The temptation in June is to tidy. Paths are narrowing, the grass looks long, and something about all that unmown growth makes it feel like you should be doing something. In most cases, the right answer for a wildflower meadow at this stage is: leave it alone.

The flowering area should not be cut until the seed has set and dropped. For the majority of mixed UK meadow swards, that means holding off until late July at the earliest, often August. The RHS recommends a first cut no earlier than late July for traditional hay-type meadows. Cut before then and you remove the seed heads before they ripen, which hollows out next year’s display and gradually lets coarse grasses take over.

What to leave uncut

Every flowering section needs to be left completely alone through June and into July. If you have yellow rattle (Rhinanthus minor) established in the sward, it is still seeding through this period. Cut it early and you lose the semi-parasitic effect on coarse grasses that the whole system depends on. Ox-eye daisy, meadow cranesbill, knapweed and field scabious all need to run their full cycle before the sward is touched.

Musk mallow and field scabious can flower on into August, so sections containing them need to stay uncut for longer. Check which species are actually in your sward and when they typically finish in your area, because one-size-fits-all cut dates can catch late-flowering plants at exactly the wrong moment.

Keeping edges and paths looking managed

Most of the work in June sits at the boundaries, not inside the display. The line between a managed wildflower meadow and abandoned rough ground is often drawn at the edges, and a clearly mown collar makes a real difference to how the display reads, particularly on public sites.

Mow a strip of 50 to 100 cm along any footpath, fence line or hard boundary on a two to three week cycle. On public amenity land, this tends to stop complaints about “untidy grass” almost completely. Keep paths through the meadow to a consistent width of at least 1.2 metres where pedestrian use is expected. Set blades no lower than 50 mm on path areas and collect clippings where you can, since returning them to the margin builds up soil fertility and encourages the rank grasses you are working against.

Handling docks, thistles and ragwort

For docks, creeping thistles and nettles, the approach in June is simple: pull or cut at ground level by hand. Do not apply herbicide into a flowering meadow. The contact risk is real, and you will damage plants you are trying to keep. If dock is heavy in places, note those areas now and plan a targeted treatment after the summer cut in August when the sward is short and accessible.

Ragwort (Senecio jacobaea) requires a site-specific decision. The Weeds Act 1959 and Ragwort Control Act 2003 require management where it poses a genuine risk to horses or livestock. On enclosed wildflower areas away from grazing, it is a high-value nectar source for cinnabar moths and other pollinators, so removal is not automatically the right call. Know your site before you act.

What June tells you about next year

Walk the meadow now and take notes. If sections are still predominantly grass with few forbs breaking through, those are the areas to prioritise for overseeding or yellow rattle introduction in autumn. June is when the picture is clearest: the display is either happening or it is not, and the decisions you make for next year should follow from what you can see right now, not from what the sward looked like last spring.

Did you know? Yellow rattle (Rhinanthus minor) seed needs a cold period to germinate and loses viability quickly. It must be sown fresh in autumn, overwintered in the ground, and has usually expired by the following spring if stored at room temperature.

Frequently asked questions

When should I do the first cut on my wildflower meadow?

Not before late July for most UK hay-type meadow mixes. Cutting earlier removes seed heads before they ripen, which weakens next year's display. On sites with late-flowering species such as field scabious or musk mallow, wait until August.

Can I mow paths through a flowering meadow in June?

Yes. Mowing internal paths and a collar around the display does not harm the flowering area. Keep blades at 50 mm or above on path areas and collect clippings where possible to avoid enriching the soil at the margins.

How wide should a mown edge be around a wildflower meadow?

A strip of 50 to 100 cm is usually enough on most public and amenity sites to signal that the longer growth is deliberate. On sites with high footfall, a wider margin of 1 metre or more tends to look neater and reduces encroachment onto the path.

Is ragwort a legal concern in a wildflower meadow?

It depends on the site. The Weeds Act 1959 and Ragwort Control Act 2003 require management where ragwort poses a genuine risk to horses or livestock. In enclosed wildflower areas away from grazing, it is a valuable nectar plant and its removal is not automatically required.

Why does my meadow have more grass than flowers in June?

This usually points to one of three causes: soil that is too fertile for wildflowers to compete, a previous cut taken too early before seed set, or an absence of yellow rattle to suppress dominant grasses. Note where the gaps are now and plan overseeding or yellow rattle introduction for autumn.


Exercise description:
Retyping the entire listing exactly is the task.

Data supplied:
=======

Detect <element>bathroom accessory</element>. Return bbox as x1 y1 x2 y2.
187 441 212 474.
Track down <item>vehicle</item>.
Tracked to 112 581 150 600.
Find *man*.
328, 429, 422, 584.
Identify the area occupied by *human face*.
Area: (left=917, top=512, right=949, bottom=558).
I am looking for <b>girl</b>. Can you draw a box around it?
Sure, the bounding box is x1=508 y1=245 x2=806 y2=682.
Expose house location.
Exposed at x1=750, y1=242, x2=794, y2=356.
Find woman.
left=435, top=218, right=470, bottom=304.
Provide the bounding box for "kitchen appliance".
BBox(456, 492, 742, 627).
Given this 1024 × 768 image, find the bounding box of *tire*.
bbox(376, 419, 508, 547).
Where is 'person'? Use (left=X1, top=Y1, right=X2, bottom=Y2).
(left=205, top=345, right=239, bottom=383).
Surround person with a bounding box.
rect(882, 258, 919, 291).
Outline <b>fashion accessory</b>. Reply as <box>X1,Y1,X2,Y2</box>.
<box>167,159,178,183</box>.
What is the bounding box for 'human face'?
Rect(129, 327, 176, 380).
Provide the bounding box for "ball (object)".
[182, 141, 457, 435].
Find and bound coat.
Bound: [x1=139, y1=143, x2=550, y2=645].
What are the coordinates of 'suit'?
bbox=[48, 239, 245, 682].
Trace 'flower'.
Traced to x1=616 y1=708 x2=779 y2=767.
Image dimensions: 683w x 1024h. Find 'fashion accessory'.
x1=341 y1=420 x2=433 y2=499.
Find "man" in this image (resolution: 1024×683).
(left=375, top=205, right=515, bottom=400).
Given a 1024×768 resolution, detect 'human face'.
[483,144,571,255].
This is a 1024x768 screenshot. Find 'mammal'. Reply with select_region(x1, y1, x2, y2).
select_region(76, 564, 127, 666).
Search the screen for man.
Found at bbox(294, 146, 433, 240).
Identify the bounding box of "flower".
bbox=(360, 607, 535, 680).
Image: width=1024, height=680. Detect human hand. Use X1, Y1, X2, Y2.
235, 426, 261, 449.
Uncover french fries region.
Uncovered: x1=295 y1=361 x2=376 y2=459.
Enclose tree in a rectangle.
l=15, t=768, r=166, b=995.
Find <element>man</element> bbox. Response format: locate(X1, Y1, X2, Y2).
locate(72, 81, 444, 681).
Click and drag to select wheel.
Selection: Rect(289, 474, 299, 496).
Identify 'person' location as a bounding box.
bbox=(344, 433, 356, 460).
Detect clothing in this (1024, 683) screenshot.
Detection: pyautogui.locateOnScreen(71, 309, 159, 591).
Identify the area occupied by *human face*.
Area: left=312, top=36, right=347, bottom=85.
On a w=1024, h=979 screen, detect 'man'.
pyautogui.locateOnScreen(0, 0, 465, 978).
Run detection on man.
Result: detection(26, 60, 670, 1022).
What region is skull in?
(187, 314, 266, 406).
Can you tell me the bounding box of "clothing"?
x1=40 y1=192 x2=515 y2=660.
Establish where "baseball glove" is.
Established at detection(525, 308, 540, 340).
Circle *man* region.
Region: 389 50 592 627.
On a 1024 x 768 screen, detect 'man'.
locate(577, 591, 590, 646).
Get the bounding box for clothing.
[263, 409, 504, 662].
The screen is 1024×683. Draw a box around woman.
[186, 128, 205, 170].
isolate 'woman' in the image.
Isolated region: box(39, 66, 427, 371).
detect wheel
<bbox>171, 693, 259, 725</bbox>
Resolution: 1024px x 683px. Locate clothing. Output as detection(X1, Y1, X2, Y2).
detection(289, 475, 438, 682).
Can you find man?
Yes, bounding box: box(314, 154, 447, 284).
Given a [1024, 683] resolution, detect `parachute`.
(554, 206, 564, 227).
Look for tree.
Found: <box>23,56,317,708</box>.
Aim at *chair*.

=======

Response below:
Detect <element>bathroom accessory</element>. Return bbox as x1 y1 x2 y2.
187 441 212 474.
Track down <item>vehicle</item>.
Tracked to 112 581 150 600.
Find *man*.
328, 429, 422, 584.
Identify the area occupied by *human face*.
Area: (left=917, top=512, right=949, bottom=558).
I am looking for <b>girl</b>. Can you draw a box around it?
Sure, the bounding box is x1=508 y1=245 x2=806 y2=682.
Expose house location.
Exposed at x1=750, y1=242, x2=794, y2=356.
Find woman.
left=435, top=218, right=470, bottom=304.
Provide the bounding box for "kitchen appliance".
BBox(456, 492, 742, 627).
Given this 1024 × 768 image, find the bounding box of *tire*.
bbox(376, 419, 508, 547).
Where is 'person'? Use (left=X1, top=Y1, right=X2, bottom=Y2).
(left=205, top=345, right=239, bottom=383).
Surround person with a bounding box.
rect(882, 258, 919, 291).
Outline <b>fashion accessory</b>. Reply as <box>X1,Y1,X2,Y2</box>.
<box>167,159,178,183</box>.
What is the bounding box for 'human face'?
Rect(129, 327, 176, 380).
Provide the bounding box for "ball (object)".
[182, 141, 457, 435].
Find and bound coat.
Bound: [x1=139, y1=143, x2=550, y2=645].
What are the coordinates of 'suit'?
bbox=[48, 239, 245, 682].
Trace 'flower'.
Traced to x1=616 y1=708 x2=779 y2=767.
Image dimensions: 683w x 1024h. Find 'fashion accessory'.
x1=341 y1=420 x2=433 y2=499.
Find "man" in this image (resolution: 1024×683).
(left=375, top=205, right=515, bottom=400).
Given a 1024×768 resolution, detect 'human face'.
[483,144,571,255].
This is a 1024x768 screenshot. Find 'mammal'. Reply with select_region(x1, y1, x2, y2).
select_region(76, 564, 127, 666).
Search the screen for man.
Found at bbox(294, 146, 433, 240).
Identify the bounding box of "flower".
bbox=(360, 607, 535, 680).
Image: width=1024, height=680. Detect human hand. Use X1, Y1, X2, Y2.
235, 426, 261, 449.
Uncover french fries region.
Uncovered: x1=295 y1=361 x2=376 y2=459.
Enclose tree in a rectangle.
l=15, t=768, r=166, b=995.
Find <element>man</element> bbox. Response format: locate(X1, Y1, X2, Y2).
locate(72, 81, 444, 681).
Click and drag to select wheel.
Selection: Rect(289, 474, 299, 496).
Identify 'person' location as a bounding box.
bbox=(344, 433, 356, 460).
Detect clothing in this (1024, 683) screenshot.
Detection: pyautogui.locateOnScreen(71, 309, 159, 591).
Identify the area occupied by *human face*.
Area: left=312, top=36, right=347, bottom=85.
On a w=1024, h=979 screen, detect 'man'.
pyautogui.locateOnScreen(0, 0, 465, 978).
Run detection on man.
Result: detection(26, 60, 670, 1022).
What region is skull in?
(187, 314, 266, 406).
Can you tell me the bounding box of "clothing"?
x1=40 y1=192 x2=515 y2=660.
Establish where "baseball glove" is.
Established at detection(525, 308, 540, 340).
Circle *man* region.
Region: 389 50 592 627.
On a 1024 x 768 screen, detect 'man'.
locate(577, 591, 590, 646).
Get the bounding box for clothing.
[263, 409, 504, 662].
The screen is 1024×683. Draw a box around woman.
[186, 128, 205, 170].
isolate 'woman' in the image.
Isolated region: box(39, 66, 427, 371).
detect wheel
<bbox>171, 693, 259, 725</bbox>
Resolution: 1024px x 683px. Locate clothing. Output as detection(X1, Y1, X2, Y2).
detection(289, 475, 438, 682).
Can you find man?
Yes, bounding box: box(314, 154, 447, 284).
Given a [1024, 683] resolution, detect `parachute`.
(554, 206, 564, 227).
Look for tree.
Found: <box>23,56,317,708</box>.
Aim at *chair*.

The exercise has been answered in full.